Fork me on GitHub
#om
<
2016-04-07
>
mping08:04:37

is there any boilerplate for om-next with routing , compojure and db access?

anmonteiro12:04:13

@mping: nothing like that, but you can probably start from this: https://github.com/swannodette/om-next-demo/

anmonteiro12:04:41

it doesn't use compojure, but it wouldn't be too hard to use it instead

mping13:04:19

@anmonteiro: and what about routing, any suggestion? I'm quite new to om

anmonteiro14:04:30

@mping: I've written about routing in a blog post, hope you find it useful: http://anmonteiro.com/2016/02/routing-in-om-next-a-catalog-of-approaches/

mping14:04:01

thanks, I'll take a look. I've stumbled upon it before, but I'll read more carefully

curtosis14:04:35

this is exactly the question I was going to start off my morning with. thanks! simple_smile

kendall.buchanan20:04:13

Another noob question: What are the most common uses of data normalization in om.next? The tutorial uses a remote service returning two lists with duplicate records. Are there more common use cases?

kendall.buchanan20:04:17

Bit more detailed example.

mahinshaw20:04:12

@kendall.buchanan: Normalization is used to remove redundant data. It relates to normalization in a relational database. I don’t know of any reason’s why you wouldn’t want to normalize your data.

kendall.buchanan20:04:14

I think I got it now – looks like the standard use case is to take a bunch of tables and combine them into more deeply nested graphs.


▶ Aim of the exercise
Carry over every entry exactly as it appears in the records.

[Records from a data source]
****************
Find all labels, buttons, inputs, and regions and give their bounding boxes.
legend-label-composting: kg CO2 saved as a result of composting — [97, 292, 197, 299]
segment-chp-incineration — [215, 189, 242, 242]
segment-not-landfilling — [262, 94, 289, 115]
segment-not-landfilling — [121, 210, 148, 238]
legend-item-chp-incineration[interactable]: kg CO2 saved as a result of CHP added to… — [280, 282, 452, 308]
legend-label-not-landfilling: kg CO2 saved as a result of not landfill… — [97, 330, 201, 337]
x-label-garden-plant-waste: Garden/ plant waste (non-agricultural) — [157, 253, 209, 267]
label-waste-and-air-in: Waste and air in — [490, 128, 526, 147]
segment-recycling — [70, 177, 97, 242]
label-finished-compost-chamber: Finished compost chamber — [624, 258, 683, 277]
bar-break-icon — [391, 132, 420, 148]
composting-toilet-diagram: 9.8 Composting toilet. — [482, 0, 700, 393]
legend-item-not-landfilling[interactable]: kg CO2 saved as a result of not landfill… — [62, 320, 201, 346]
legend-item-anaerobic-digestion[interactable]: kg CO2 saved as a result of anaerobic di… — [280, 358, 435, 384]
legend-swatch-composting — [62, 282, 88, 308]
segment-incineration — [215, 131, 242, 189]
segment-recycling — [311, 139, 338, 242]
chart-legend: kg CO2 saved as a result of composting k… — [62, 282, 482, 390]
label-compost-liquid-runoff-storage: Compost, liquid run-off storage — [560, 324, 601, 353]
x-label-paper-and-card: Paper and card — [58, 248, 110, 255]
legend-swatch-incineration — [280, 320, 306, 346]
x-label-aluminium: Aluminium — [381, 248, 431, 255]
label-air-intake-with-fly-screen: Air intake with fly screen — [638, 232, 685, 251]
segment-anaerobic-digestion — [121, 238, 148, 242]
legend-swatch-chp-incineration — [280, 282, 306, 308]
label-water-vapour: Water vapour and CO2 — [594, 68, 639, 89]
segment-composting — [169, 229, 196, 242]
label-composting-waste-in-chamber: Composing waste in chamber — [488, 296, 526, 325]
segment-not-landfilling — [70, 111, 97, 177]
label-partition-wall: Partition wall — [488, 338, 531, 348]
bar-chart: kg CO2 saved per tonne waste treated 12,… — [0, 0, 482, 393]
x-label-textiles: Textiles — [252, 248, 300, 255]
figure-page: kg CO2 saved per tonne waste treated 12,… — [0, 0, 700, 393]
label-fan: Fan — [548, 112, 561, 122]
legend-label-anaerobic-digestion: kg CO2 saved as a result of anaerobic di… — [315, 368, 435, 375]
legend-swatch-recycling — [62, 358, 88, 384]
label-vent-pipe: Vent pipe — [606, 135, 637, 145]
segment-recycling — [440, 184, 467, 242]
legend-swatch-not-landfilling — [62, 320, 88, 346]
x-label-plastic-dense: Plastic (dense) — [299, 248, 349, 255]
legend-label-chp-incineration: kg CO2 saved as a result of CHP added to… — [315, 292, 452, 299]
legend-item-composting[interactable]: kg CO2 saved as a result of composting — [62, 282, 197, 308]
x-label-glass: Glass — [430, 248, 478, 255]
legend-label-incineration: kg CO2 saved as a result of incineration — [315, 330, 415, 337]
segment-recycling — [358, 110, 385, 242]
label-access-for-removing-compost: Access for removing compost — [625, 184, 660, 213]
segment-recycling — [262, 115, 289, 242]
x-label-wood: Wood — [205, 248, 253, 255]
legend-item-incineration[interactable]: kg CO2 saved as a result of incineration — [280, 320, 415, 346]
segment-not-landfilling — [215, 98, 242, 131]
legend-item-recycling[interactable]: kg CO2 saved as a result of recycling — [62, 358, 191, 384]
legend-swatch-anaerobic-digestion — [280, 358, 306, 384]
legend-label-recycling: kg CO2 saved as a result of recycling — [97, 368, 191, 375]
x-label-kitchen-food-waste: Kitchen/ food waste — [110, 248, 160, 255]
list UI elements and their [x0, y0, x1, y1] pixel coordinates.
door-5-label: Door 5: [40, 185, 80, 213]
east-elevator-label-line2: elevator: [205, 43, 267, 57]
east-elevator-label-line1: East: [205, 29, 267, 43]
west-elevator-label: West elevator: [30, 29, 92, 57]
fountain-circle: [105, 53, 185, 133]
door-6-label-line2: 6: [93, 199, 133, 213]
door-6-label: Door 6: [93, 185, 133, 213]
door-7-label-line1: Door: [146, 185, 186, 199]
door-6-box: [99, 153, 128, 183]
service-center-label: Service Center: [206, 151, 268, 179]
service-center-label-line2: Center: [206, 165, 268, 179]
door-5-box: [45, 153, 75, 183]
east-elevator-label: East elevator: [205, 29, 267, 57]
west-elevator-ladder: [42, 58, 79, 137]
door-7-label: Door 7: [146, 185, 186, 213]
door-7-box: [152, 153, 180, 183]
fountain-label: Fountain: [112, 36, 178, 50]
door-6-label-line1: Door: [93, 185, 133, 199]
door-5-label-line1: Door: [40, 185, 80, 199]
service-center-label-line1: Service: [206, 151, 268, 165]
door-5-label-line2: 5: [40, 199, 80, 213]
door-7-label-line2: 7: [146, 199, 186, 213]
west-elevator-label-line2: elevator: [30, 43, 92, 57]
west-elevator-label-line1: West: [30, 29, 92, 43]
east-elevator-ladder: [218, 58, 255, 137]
****************
▶ Response to the exercise
Find all labels, buttons, inputs, and regions and give their bounding boxes.
legend-label-composting: kg CO2 saved as a result of composting — [97, 292, 197, 299]
segment-chp-incineration — [215, 189, 242, 242]
segment-not-landfilling — [262, 94, 289, 115]
segment-not-landfilling — [121, 210, 148, 238]
legend-item-chp-incineration[interactable]: kg CO2 saved as a result of CHP added to… — [280, 282, 452, 308]
legend-label-not-landfilling: kg CO2 saved as a result of not landfill… — [97, 330, 201, 337]
x-label-garden-plant-waste: Garden/ plant waste (non-agricultural) — [157, 253, 209, 267]
label-waste-and-air-in: Waste and air in — [490, 128, 526, 147]
segment-recycling — [70, 177, 97, 242]
label-finished-compost-chamber: Finished compost chamber — [624, 258, 683, 277]
bar-break-icon — [391, 132, 420, 148]
composting-toilet-diagram: 9.8 Composting toilet. — [482, 0, 700, 393]
legend-item-not-landfilling[interactable]: kg CO2 saved as a result of not landfill… — [62, 320, 201, 346]
legend-item-anaerobic-digestion[interactable]: kg CO2 saved as a result of anaerobic di… — [280, 358, 435, 384]
legend-swatch-composting — [62, 282, 88, 308]
segment-incineration — [215, 131, 242, 189]
segment-recycling — [311, 139, 338, 242]
chart-legend: kg CO2 saved as a result of composting k… — [62, 282, 482, 390]
label-compost-liquid-runoff-storage: Compost, liquid run-off storage — [560, 324, 601, 353]
x-label-paper-and-card: Paper and card — [58, 248, 110, 255]
legend-swatch-incineration — [280, 320, 306, 346]
x-label-aluminium: Aluminium — [381, 248, 431, 255]
label-air-intake-with-fly-screen: Air intake with fly screen — [638, 232, 685, 251]
segment-anaerobic-digestion — [121, 238, 148, 242]
legend-swatch-chp-incineration — [280, 282, 306, 308]
label-water-vapour: Water vapour and CO2 — [594, 68, 639, 89]
segment-composting — [169, 229, 196, 242]
label-composting-waste-in-chamber: Composing waste in chamber — [488, 296, 526, 325]
segment-not-landfilling — [70, 111, 97, 177]
label-partition-wall: Partition wall — [488, 338, 531, 348]
bar-chart: kg CO2 saved per tonne waste treated 12,… — [0, 0, 482, 393]
x-label-textiles: Textiles — [252, 248, 300, 255]
figure-page: kg CO2 saved per tonne waste treated 12,… — [0, 0, 700, 393]
label-fan: Fan — [548, 112, 561, 122]
legend-label-anaerobic-digestion: kg CO2 saved as a result of anaerobic di… — [315, 368, 435, 375]
legend-swatch-recycling — [62, 358, 88, 384]
label-vent-pipe: Vent pipe — [606, 135, 637, 145]
segment-recycling — [440, 184, 467, 242]
legend-swatch-not-landfilling — [62, 320, 88, 346]
x-label-plastic-dense: Plastic (dense) — [299, 248, 349, 255]
legend-label-chp-incineration: kg CO2 saved as a result of CHP added to… — [315, 292, 452, 299]
legend-item-composting[interactable]: kg CO2 saved as a result of composting — [62, 282, 197, 308]
x-label-glass: Glass — [430, 248, 478, 255]
legend-label-incineration: kg CO2 saved as a result of incineration — [315, 330, 415, 337]
segment-recycling — [358, 110, 385, 242]
label-access-for-removing-compost: Access for removing compost — [625, 184, 660, 213]
segment-recycling — [262, 115, 289, 242]
x-label-wood: Wood — [205, 248, 253, 255]
legend-item-incineration[interactable]: kg CO2 saved as a result of incineration — [280, 320, 415, 346]
segment-not-landfilling — [215, 98, 242, 131]
legend-item-recycling[interactable]: kg CO2 saved as a result of recycling — [62, 358, 191, 384]
legend-swatch-anaerobic-digestion — [280, 358, 306, 384]
legend-label-recycling: kg CO2 saved as a result of recycling — [97, 368, 191, 375]
x-label-kitchen-food-waste: Kitchen/ food waste — [110, 248, 160, 255]
list UI elements and their [x0, y0, x1, y1] pixel coordinates.
door-5-label: Door 5: [40, 185, 80, 213]
east-elevator-label-line2: elevator: [205, 43, 267, 57]
east-elevator-label-line1: East: [205, 29, 267, 43]
west-elevator-label: West elevator: [30, 29, 92, 57]
fountain-circle: [105, 53, 185, 133]
door-6-label-line2: 6: [93, 199, 133, 213]
door-6-label: Door 6: [93, 185, 133, 213]
door-7-label-line1: Door: [146, 185, 186, 199]
door-6-box: [99, 153, 128, 183]
service-center-label: Service Center: [206, 151, 268, 179]
service-center-label-line2: Center: [206, 165, 268, 179]
door-5-box: [45, 153, 75, 183]
east-elevator-label: East elevator: [205, 29, 267, 57]
west-elevator-ladder: [42, 58, 79, 137]
door-7-label: Door 7: [146, 185, 186, 213]
door-7-box: [152, 153, 180, 183]
fountain-label: Fountain: [112, 36, 178, 50]
door-6-label-line1: Door: [93, 185, 133, 199]
door-5-label-line1: Door: [40, 185, 80, 199]
service-center-label-line1: Service: [206, 151, 268, 165]
door-5-label-line2: 5: [40, 199, 80, 213]
door-7-label-line2: 7: [146, 199, 186, 213]
west-elevator-label-line2: elevator: [30, 43, 92, 57]
west-elevator-label-line1: West: [30, 29, 92, 43]
east-elevator-ladder: [218, 58, 255, 137]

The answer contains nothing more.